The problem is that opendir does not just take a snapshot of the current directory. Any files added to the directory after the call to opendir may or may not show up when you iterate over the entries with readdir
So say you have a.gz,b.gz,c.gz in your directory. You do an opendir and then start iterating.
The first entry returned will be a.gz, so you call gunzip.
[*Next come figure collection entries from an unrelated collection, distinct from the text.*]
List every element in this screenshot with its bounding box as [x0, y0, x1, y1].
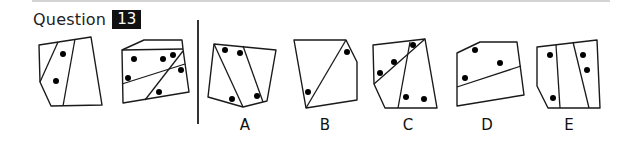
- dot: [131, 56, 137, 62]
- dot: [550, 95, 556, 101]
- option-label-d[interactable]: D: [481, 116, 493, 134]
- dot: [472, 47, 478, 53]
- shape-outline: [537, 40, 600, 108]
- dot: [53, 78, 59, 84]
- question-figure-1: [39, 37, 102, 106]
- dot: [160, 56, 166, 62]
- option-figure-e[interactable]: [537, 40, 600, 108]
- option-figure-b[interactable]: [294, 40, 357, 108]
- option-label-b[interactable]: B: [320, 116, 330, 134]
- dot: [377, 70, 383, 76]
- dot: [60, 51, 66, 57]
- dot: [178, 67, 184, 73]
- dot: [170, 52, 176, 58]
- option-figure-c[interactable]: [373, 39, 437, 108]
- dot: [391, 59, 397, 65]
- option-figure-d[interactable]: [457, 42, 524, 106]
- option-figure-a[interactable]: [208, 44, 276, 107]
- dot: [237, 50, 243, 56]
- dot: [229, 96, 235, 102]
- dot: [462, 75, 468, 81]
- dot: [580, 52, 586, 58]
- dot: [222, 47, 228, 53]
- dot: [254, 93, 260, 99]
- shape-outline: [39, 37, 102, 106]
- option-label-e[interactable]: E: [564, 116, 573, 134]
- dot: [497, 60, 503, 66]
- question-figure-2: [122, 40, 189, 103]
- dot: [410, 42, 416, 48]
- option-label-a[interactable]: A: [240, 116, 250, 134]
- dot: [156, 89, 162, 95]
- dot: [125, 75, 131, 81]
- option-label-c[interactable]: C: [403, 116, 413, 134]
- dot: [344, 49, 350, 55]
- dot: [403, 94, 409, 100]
- shape-outline: [457, 42, 524, 106]
- dot: [584, 67, 590, 73]
- dot: [421, 96, 427, 102]
- dot: [547, 52, 553, 58]
- dot: [305, 89, 311, 95]
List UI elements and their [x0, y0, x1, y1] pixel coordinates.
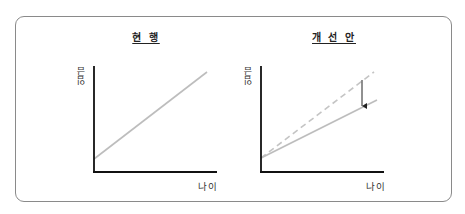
panel-improved-chart — [260, 66, 384, 172]
panel-title-improved: 개 선 안 — [312, 29, 356, 44]
x-axis-label: 나이 — [366, 179, 385, 193]
x-axis-label: 나이 — [198, 179, 217, 193]
wage-comparison-plots — [0, 0, 465, 214]
y-axis-label: 임금 — [74, 67, 87, 85]
previous-wage-dashed-line — [261, 72, 374, 158]
panel-title-current: 현 행 — [132, 29, 159, 44]
panel-current-chart — [93, 66, 217, 172]
improved-wage-line — [261, 100, 377, 158]
y-axis-label: 임금 — [241, 67, 254, 85]
current-wage-line — [94, 72, 207, 159]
This will first create a file a, then remove a.gz.
Depending on the filesystem, this new file a may now be returned by one of your following readdir calls, even though it was not in the directory when you did the opendir
Here's a _possible_ way how this could be implemented internally.
directory MYDIR block:
0: [a.gz] => inode x
1: [b.gz] => inode y
2: [c.gz] => inode z
opendir pointer: MYDIR:0
So a directory has a number of records consisting of a filename and an inode number. When you do an opendir the opendir code will remember what directory it's iterating over, as well as the position it's at. Then after you do a readdir, which returns a.gz, the pointer will point to item 1 instead of item 0.
Now the gunzip happens, and creates the new file:
directory MYDIR block:
0: [a.gz] => inode x
1: [b.gz] => inode y
2: [c.gz] => inode z
3: [a] => inode v
opendir pointer: MYDIR:1
Then the gunzip finishes and removes a.gz
directory MYDIR block:
0: empty
1: [b.gz] => inode y
2: [c.gz] => inode z
3: [a] => inode v
opendir pointer: MYDIR:1
The next readdir will return b.gz and move the pointer to item 2. Then gzip creates a new file for that item..
directory MYDIR block:
0: [b] => inode h
1: [b.gz] => inode y
2: [c.gz] => inode z
3: [a] => inode v
opendir pointer: MYDIR:2
And after removing the original...
directory MYDIR block:
0: [b] => inode h
1: empty
2: [c.gz] => inode z
3: [a] => inode v
opendir pointer: MYDIR:2
The next readdir returns c.gz in the same fashion.
After that however, readdir finds the new item a and returns it, which is what causes your problem. b and c are never returned cause they occupy positions that readdir already processed.
All this is just a long way of explaining why readdir may or may not return files that get created or deleted while you are iterating over the directory.